Those Who Rule Us


Published April 1, 1994

David Ignatius, the assistant managing editor of the Washington Post, recently tried to answer a question about the Clinton administration that has been on many minds over the past year: “Why are these smart people having so much trouble, especially in foreign affairs?” Ignatius’s suggestion was that there were, in fact, two problems: the kind of “meritocratic education” that had produced this administration’s 1990s reprise of the Best and the Brightest; and the fact that history had thrown the Clinton people a curve ball, such that the new elite “had been trained to fight the last war, not the next.”

There is something to be said for both of these points. The deficiencies of “meritocratic education”— its unexamined confidence in the universal power of reason, its discomfort with radical ideas (from any ideological quarter), its emphasis on cleverness over substance, its suspicion of strongly held beliefs (especially if they have moral overtones)—are becoming ever more obvious. Rationality works in the seminar room; but it doesn’t get you very far in dealing with people (Kim Il-sung, Slobodan Milosevic, Saddam Hussein) who, as Ignatius gently puts it, “are less susceptible to reason.” Cleverness makes for a bracing weekend at a foundation’s country house; but it is less useful in thinking through grand strategy in unprecedented circumstances. The instinct for “the center” can be intellectually crippling in a situation in which the old boundaries don’t apply, and in which off-brand ideas may be more “realistic” than the conventional verities. And strongly held beliefs—especially beliefs about religious and ethnic identity and community—are one of the driving forces of world politics today; an inability to grasp this dimension of international conflict is a serious gap in anyone’s strategic armamentarium.
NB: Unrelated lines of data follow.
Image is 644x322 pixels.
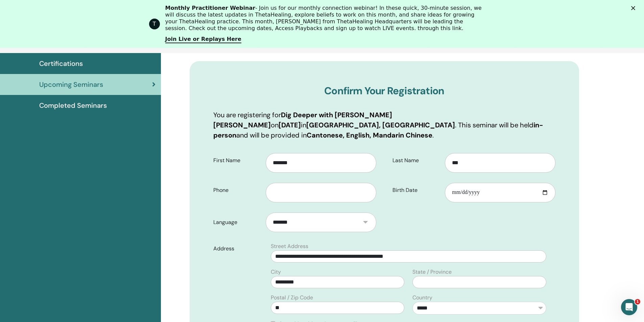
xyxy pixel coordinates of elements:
span: 1 [635,299,640,304]
b: [DATE] [279,121,301,130]
label: Postal / Zip Code [271,293,313,302]
h3: Confirm Your Registration [213,85,556,97]
span: Upcoming Seminars [39,79,103,89]
b: in-person [213,121,544,139]
label: Last Name [388,154,445,167]
label: City [271,268,281,276]
iframe: Intercom live chat [621,299,638,315]
b: Dig Deeper with [PERSON_NAME] [PERSON_NAME] [213,110,392,130]
b: Monthly Practitioner Webinar [165,5,256,11]
span: Completed Seminars [39,100,107,110]
label: Language [208,216,266,229]
label: Phone [208,184,266,197]
label: State / Province [413,268,452,276]
label: Address [208,242,267,255]
div: Profile image for ThetaHealing [149,19,160,29]
a: Join Live or Replays Here [165,36,242,43]
b: Cantonese, English, Mandarin Chinese [307,131,433,139]
label: Birth Date [388,184,445,197]
div: Close [631,6,638,10]
div: - Join us for our monthly connection webinar! In these quick, 30-minute session, we will discuss ... [165,5,485,32]
span: Certifications [39,58,83,69]
label: First Name [208,154,266,167]
p: You are registering for on in . This seminar will be held and will be provided in . [213,110,556,140]
label: Street Address [271,242,308,250]
label: Country [413,293,433,302]
b: [GEOGRAPHIC_DATA], [GEOGRAPHIC_DATA] [307,121,455,130]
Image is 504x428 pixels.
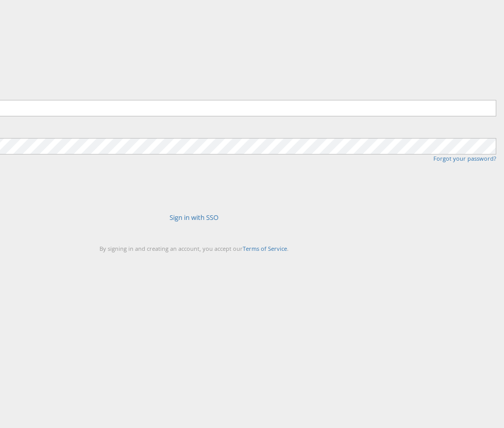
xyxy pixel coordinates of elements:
[243,245,287,252] a: Terms of Service
[433,154,496,162] a: Forgot your password?
[169,213,219,222] a: Sign in with SSO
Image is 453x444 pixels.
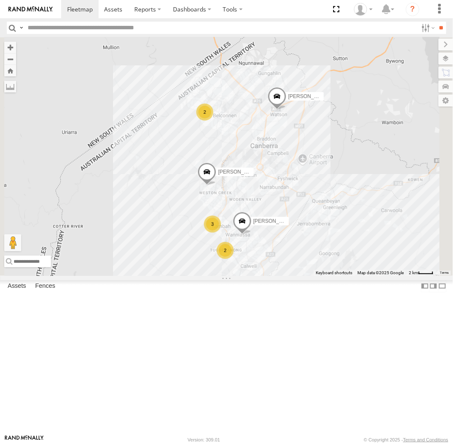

The problem is not that these smart people in the Clinton administration are really dumb. (Although a little less about their preparation in elite prep schools and universities would be in order; these were, after all, the years in which many of those schools were in an advanced state of intellectual decadence.) The real problem is that between the Vietnam War and the Revolution of 1989, the American foreign-policy meritocracy enforced a rather narrow ideological orthodoxy even as it was shedding its WASPishness and diversifying itself ethnically. And, like Chinese foot-binding, the enforcement of that orthodoxy produced disabilities down the road; it has, in fact, left many of these meritocrats ill equipped for the burdens of public office today, precisely because it tended to stunt their intellectual creativity.

To take but one (large) example: During the last decade of the Cold War, many of the people who are running U.S. foreign policy today were getting “credentialed” in any number of conferences and study groups, primarily by pondering the arcana of nuclear-arms control. Here was a world of abstraction and technical jargon not inaptly compared, on occasion, to the world of medieval theology (the chief difference being the comparative openness of discourse among the Augustinians, Bonaventurians, Scotists, and Thomists). The arms-control fraternity was an elite brotherhood, admission to whose inner chambers required unswerving acquiescence to certain dogmatic axioms: that the Soviet Union was a permanent presence in world affairs, had ceased to be an ideologically driven force, and was best dealt with as simply another great power; that disarmament was an impossible dream; and that the “arms race” could be rationally managed by rational leaders on both sides of the Cold War as they pursued the Holy Grail of the fraternity—strategic stability.1

To suggest, in the rarefied environs of the nuclear discussion club, that the answer to the “threat of nuclear war” was the democratization of the Soviet Union and its satellites was to invite ridicule and contempt. For in these worlds of discourse, the Helsinki Final Act and the human-rights activism it unleashed in central and eastern Europe were regarded as modest bargaining chips at best, and a distracting threat to East/West stability at worst. Change in the Communist world, if and when it came, would happen from the top down, rather than from the bottom up.

Yet the threat of nuclear war has now dramatically declined; and the decline has nothing to do with the arms-control studies produced by the Best and the Brightest, studies on which American foundations wasted tens of millions of dollars throughout the 1980s. Rather, the greatly reduced threat of nuclear war has to do with The Analysis That Dared Not Speak Its Name in establishment foreign-policy circles during that period: namely, that peace and stability required the collapse of European Communism and the emergence of democratic governments in central and eastern Europe.

So it’s not just the sociology of “meritocratic education” that is to blame for the deficiencies of the Clinton policy-wonks. The content of that education also left much to be desired.

George Weigel is Distinguished Senior Fellow of the Ethics and Public Policy Center in Washington, D.C. and holds EPPC’s William E. Simon Chair in Catholic Studies.